29 January 2007

do what I asked you to do, not what you think I wanted

Sometimes software is just too smart for it's own good.

So as I'm working on coding the client for CAATT I was creating some test data in the database, and I found that my input timestamp keeps changing, even though I'm not touching it.


mysql> select * from work_queue;
+---------+---------------------+---------------------+------+----------+------+
| work_id | input | output | task | comments | doer |
+---------+---------------------+---------------------+------+----------+------+
| 1 | 2007-01-22 20:43:36 | 0000-00-00 00:00:00 | 1 | NULL | 501 |
| 2 | 2007-01-28 20:43:43 | 0000-00-00 00:00:00 | 2 | NULL | 502 |
| 3 | 2007-01-28 20:43:51 | 0000-00-00 00:00:00 | 4 | NULL | 501 |
| 4 | 2007-01-29 00:25:44 | 0000-00-00 00:00:00 | 5 | NULL | 501 |
+---------+---------------------+---------------------+------+----------+------+
4 rows in set (0.00 sec)

mysql> update work_queue set output=now(), comments="howdy" where work_id = 3;
Query OK, 1 row affected (0.00 sec)
Rows matched: 1 Changed: 1 Warnings: 0

mysql> select * from work_queue;
+---------+---------------------+---------------------+------+----------+------+
| work_id | input | output | task | comments | doer |
+---------+---------------------+---------------------+------+----------+------+
| 1 | 2007-01-22 20:43:36 | 0000-00-00 00:00:00 | 1 | NULL | 501 |
| 2 | 2007-01-28 20:43:43 | 0000-00-00 00:00:00 | 2 | NULL | 502 |
| 3 | 2007-01-29 00:26:45 | 2007-01-29 00:26:45 | 4 | howdy | 501 |
| 4 | 2007-01-29 00:25:44 | 0000-00-00 00:00:00 | 5 | NULL | 501 |
+---------+---------------------+---------------------+------+----------+------+
4 rows in set (0.00 sec)


So I set the completion date and a comment on #3, but it changed the input time on me! ARGH!!! So I went back and looked at my table definition...


mysql> explain work_queue;
+----------+----------------------+------+-----+---------------------+----------------+
| Field | Type | Null | Key | Default | Extra |
+----------+----------------------+------+-----+---------------------+----------------+
| work_id | bigint(20) unsigned | NO | PRI | NULL | auto_increment |
| input | timestamp | NO | | CURRENT_TIMESTAMP | |
| output | timestamp | NO | | 0000-00-00 00:00:00 | |
| task | tinyint(3) unsigned | NO | | | |
| comments | varchar(4096) | YES | | NULL | |
| doer | smallint(5) unsigned | YES | | NULL | |
+----------+----------------------+------+-----+---------------------+----------------+
6 rows in set (0.00 sec)


Nope, nothing there to indicate why it did that. Off to the manuals I go, finally find this. GRRRR! show create table work_queue confirms that it set both the default AND the on update to CURRENT_TIMESTAMP when the table was created. Several attempts to modify the table fail to achieve anything even remotely close to what I want. In the end I did a mysqldump of the entire database and modified the creation script to be as such:


DROP TABLE IF EXISTS `work_queue`;
CREATE TABLE `work_queue` (
`work_id` bigint(20) unsigned NOT NULL auto_increment,
`input` timestamp NOT NULL default CURRENT_TIMESTAMP references work_queue on update NO ACTION,
`output` timestamp NOT NULL,
`task` tinyint(3) unsigned NOT NULL,
`comments` varchar(4096) default NULL,
`doer` smallint(5) unsigned default NULL,
UNIQUE KEY `work_id` (`work_id`)
) ENGINE=MyISAM AUTO_INCREMENT=5 DEFAULT CHARSET=utf8;


So the magic bullet to create a mysql table that has a column that tracks INSERTION time, but NOT UPDATE TIME? A self referential on update no action. And you can only do that when you CREATE the table, there's no way to get alter to accept that as near as I can tell.

Now that that's out of my system, a quick update on the caatt clients: I've decided to do a quick LAMP implementation instead of a native OS/X client. It already knows who you are, asks if you've not told it, and remembers... and it can dump a list of work to do, with overdue item's highlighted separately. Details of a task and marking it complete were what I was working on when this stopped me. Oh yeah, and I slapped together a quick logo/favicon for it with OmniGraffle (and photoshop for cropping, since OmniGraffle's export sometimes picks bizare margins).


* **Task goal**: Report, in full, each line of the material below in which the string "Number" occurs.

Excerpted records START

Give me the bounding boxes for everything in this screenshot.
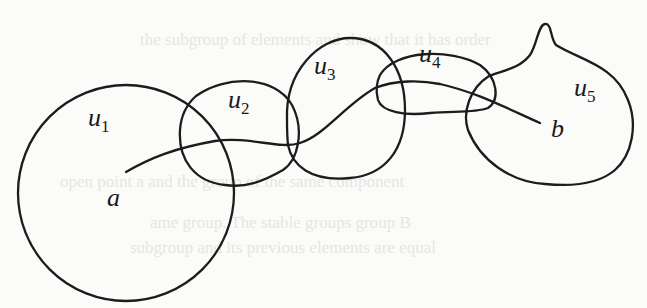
label-u4: u4	[419, 39, 441, 72]
point-a-label: a	[107, 183, 120, 212]
label-u1: u1	[88, 103, 110, 136]
point-b-label: b	[551, 114, 564, 143]
path-a-to-b	[126, 81, 540, 172]
set-u1-boundary	[18, 85, 234, 301]
label-u3: u3	[314, 51, 336, 84]
label-u5: u5	[574, 73, 596, 106]
label-u2: u2	[228, 85, 250, 118]
open-cover-diagram: u1 u2 u3 u4 u5 a b	[0, 0, 647, 308]
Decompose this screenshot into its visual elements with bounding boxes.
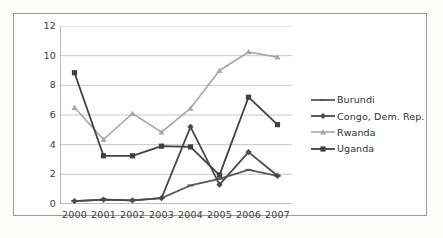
series-line — [75, 73, 278, 175]
data-point-marker — [245, 169, 251, 171]
legend-item-rwanda[interactable]: Rwanda — [310, 124, 430, 140]
data-point-marker — [187, 124, 193, 130]
legend-marker-icon — [310, 125, 336, 139]
data-point-marker — [320, 113, 326, 119]
data-point-marker — [100, 196, 106, 202]
legend-item-congo-dem-rep[interactable]: Congo, Dem. Rep. — [310, 108, 430, 124]
data-point-marker — [72, 105, 78, 110]
y-axis-tick-label: 10 — [34, 51, 56, 61]
data-point-marker — [320, 99, 326, 101]
legend-marker-icon — [310, 109, 336, 123]
data-point-marker — [159, 144, 164, 149]
data-point-marker — [275, 122, 280, 127]
plot-lines — [60, 26, 292, 204]
y-axis-tick-label: 6 — [34, 110, 56, 120]
data-point-marker — [130, 111, 136, 116]
y-axis-tick-label: 12 — [34, 21, 56, 31]
legend-item-label: Burundi — [336, 95, 375, 105]
y-axis-tick-label: 8 — [34, 81, 56, 91]
x-axis-tick-label: 2007 — [261, 210, 295, 220]
data-point-marker — [130, 153, 135, 158]
data-point-marker — [71, 198, 77, 204]
y-axis: 024681012 — [30, 26, 56, 204]
data-point-marker — [129, 197, 135, 203]
data-point-marker — [187, 184, 193, 186]
plot-area — [60, 26, 292, 204]
y-axis-tick-label: 4 — [34, 140, 56, 150]
chart-legend: BurundiCongo, Dem. Rep.RwandaUganda — [310, 92, 430, 157]
legend-item-label: Congo, Dem. Rep. — [336, 112, 424, 122]
chart-frame: 024681012 200020012002200320042005200620… — [13, 13, 427, 216]
data-point-marker — [158, 195, 164, 201]
data-point-marker — [72, 70, 77, 75]
y-axis-tick-label: 0 — [34, 199, 56, 209]
chart-page: 024681012 200020012002200320042005200620… — [0, 0, 443, 238]
data-point-marker — [101, 153, 106, 158]
data-point-marker — [217, 172, 222, 177]
data-point-marker — [188, 144, 193, 149]
x-axis: 20002001200220032004200520062007 — [60, 210, 292, 228]
legend-item-burundi[interactable]: Burundi — [310, 92, 430, 108]
data-point-marker — [246, 95, 251, 100]
y-axis-tick-label: 2 — [34, 170, 56, 180]
legend-item-uganda[interactable]: Uganda — [310, 141, 430, 157]
legend-marker-icon — [310, 142, 336, 156]
legend-item-label: Uganda — [336, 144, 374, 154]
data-point-marker — [320, 146, 325, 151]
legend-item-label: Rwanda — [336, 128, 376, 138]
legend-marker-icon — [310, 93, 336, 107]
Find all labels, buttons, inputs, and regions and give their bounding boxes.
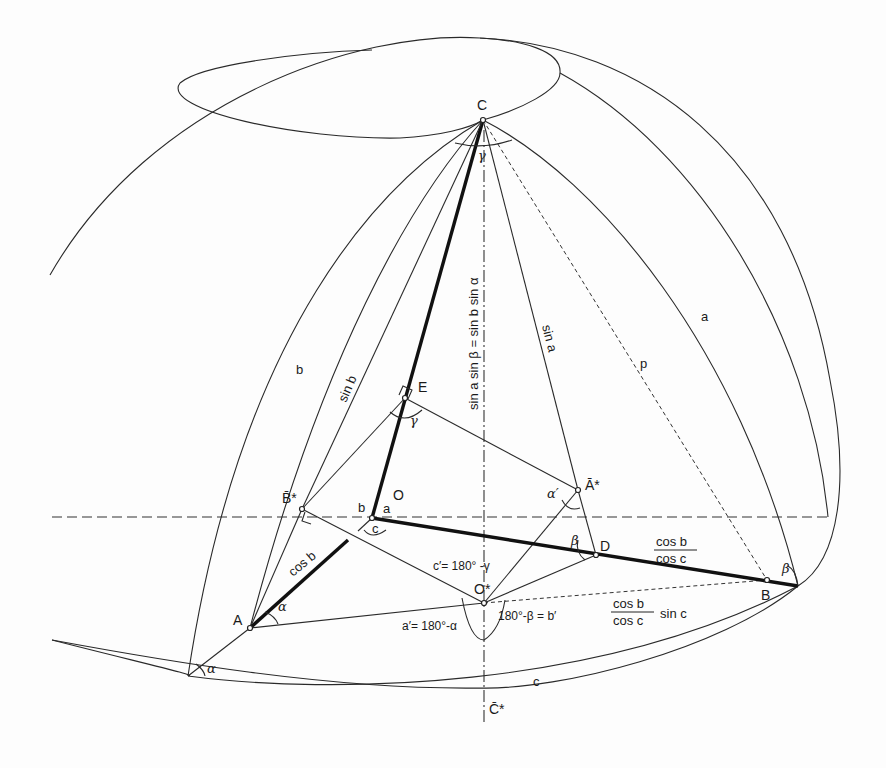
point-Bstar [300, 507, 305, 512]
right-angle-Bstar [302, 512, 311, 524]
label-frac1-num: cos b [656, 534, 687, 549]
spherical-triangle-diagram: C E O B̄* Ā* D O* A B C̄* b a c sin b si… [0, 0, 886, 768]
point-E [403, 396, 408, 401]
radius-OB [372, 518, 798, 586]
label-gamma-E: γ [410, 413, 418, 428]
point-A [248, 626, 253, 631]
sphere-outline [50, 37, 840, 688]
label-c-prime: c′= 180° -γ [433, 559, 490, 573]
label-frac2-suffix: sin c [660, 606, 687, 621]
label-O: O [393, 487, 404, 503]
label-beta-D: β [570, 533, 579, 548]
label-center-c: c [372, 521, 379, 536]
label-a-prime: a′= 180°-α [402, 619, 457, 633]
arc-outer-right [560, 73, 828, 517]
label-frac2-den: cos c [613, 613, 644, 628]
label-D: D [600, 538, 610, 554]
label-frac2-num: cos b [613, 596, 644, 611]
label-b-prime: 180°-β = b′ [498, 609, 557, 623]
label-C: C [477, 97, 487, 113]
label-center-b: b [358, 500, 365, 515]
point-Ostar [482, 601, 487, 606]
point-Astar [576, 488, 581, 493]
angle-arc-alpha-prime [562, 500, 580, 509]
label-center-a: a [383, 501, 391, 516]
segment-cos-b [250, 540, 348, 628]
label-A: A [233, 612, 243, 628]
point-B [765, 578, 770, 583]
label-cos-b: cos b [285, 548, 318, 579]
label-alpha-bottom: α [207, 661, 216, 676]
label-beta-B: β [781, 561, 790, 576]
label-Ostar: O* [474, 581, 491, 597]
polar-circle [178, 38, 560, 138]
label-sin-b: sin b [335, 373, 360, 404]
segment-Astar-Ostar [484, 490, 578, 603]
label-arc-c: c [533, 674, 540, 689]
label-alpha-prime: α′ [547, 486, 559, 501]
label-vertical-equation: sin a sin β = sin b sin α [466, 277, 481, 410]
label-arc-b: b [296, 362, 303, 377]
segment-D-Ostar [484, 555, 596, 603]
label-frac1-den: cos c [656, 551, 687, 566]
label-alpha-A: α [278, 599, 287, 614]
arc-c [52, 586, 798, 685]
arc-a [483, 120, 798, 586]
label-B: B [761, 587, 770, 603]
diagram-canvas: C E O B̄* Ā* D O* A B C̄* b a c sin b si… [0, 0, 886, 768]
point-C [481, 118, 486, 123]
label-p: p [640, 356, 647, 371]
label-Bstar: B̄* [282, 490, 297, 506]
point-O [370, 516, 375, 521]
segment-p [483, 120, 767, 580]
segment-Astar-D [578, 490, 596, 555]
label-E: E [418, 379, 427, 395]
segment-E-Astar [405, 398, 578, 490]
point-D [594, 553, 599, 558]
label-Cstar: C̄* [489, 701, 505, 717]
label-Astar: Ā* [585, 477, 600, 493]
segment-A-corner [188, 628, 250, 676]
segment-sin-a [483, 120, 578, 490]
label-arc-a: a [701, 309, 709, 324]
label-gamma-C: γ [478, 148, 486, 163]
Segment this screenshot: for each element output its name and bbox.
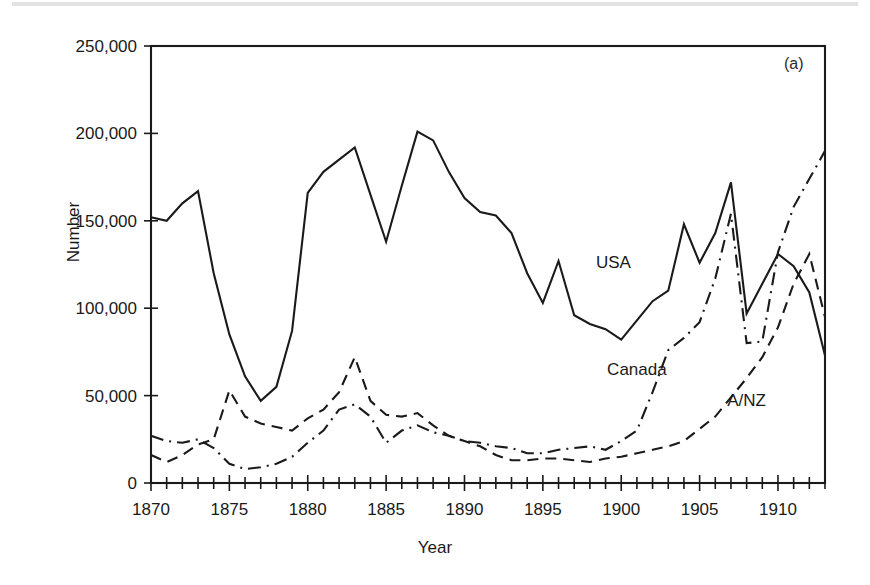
y-axis-label-wrapper: Number xyxy=(64,172,84,292)
y-axis-tick-labels: 050,000100,000150,000200,000250,000 xyxy=(76,37,137,493)
x-tick-label: 1910 xyxy=(759,500,797,519)
series-label-anz: A/NZ xyxy=(727,391,766,410)
plot-frame xyxy=(151,46,825,483)
y-tick-label: 200,000 xyxy=(76,124,137,143)
x-tick-label: 1890 xyxy=(446,500,484,519)
series-label-usa: USA xyxy=(596,253,632,272)
x-tick-label: 1885 xyxy=(367,500,405,519)
x-axis-tick-labels: 187018751880188518901895190019051910 xyxy=(132,500,797,519)
y-tick-label: 50,000 xyxy=(85,387,137,406)
series-label-canada: Canada xyxy=(607,360,667,379)
x-tick-label: 1880 xyxy=(289,500,327,519)
series-line-canada xyxy=(151,151,825,469)
panel-label: (a) xyxy=(784,55,804,72)
series-line-usa xyxy=(151,132,825,401)
figure-panel-a: 050,000100,000150,000200,000250,000 1870… xyxy=(0,0,870,585)
x-tick-label: 1870 xyxy=(132,500,170,519)
x-tick-label: 1900 xyxy=(602,500,640,519)
y-tick-label: 150,000 xyxy=(76,212,137,231)
y-tick-label: 0 xyxy=(128,474,137,493)
x-tick-label: 1905 xyxy=(681,500,719,519)
x-tick-label: 1895 xyxy=(524,500,562,519)
x-tick-label: 1875 xyxy=(210,500,248,519)
x-axis-label: Year xyxy=(0,538,870,558)
y-tick-label: 100,000 xyxy=(76,299,137,318)
series-line-anz xyxy=(151,254,825,462)
y-axis-label: Number xyxy=(64,202,83,262)
line-chart: 050,000100,000150,000200,000250,000 1870… xyxy=(0,0,870,585)
y-tick-label: 250,000 xyxy=(76,37,137,56)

Excerpted records END

* **Solved exercise**:
y-axis-label-wrapper: Number xyxy=(64,172,84,292)
y-axis-label: Number xyxy=(64,202,83,262)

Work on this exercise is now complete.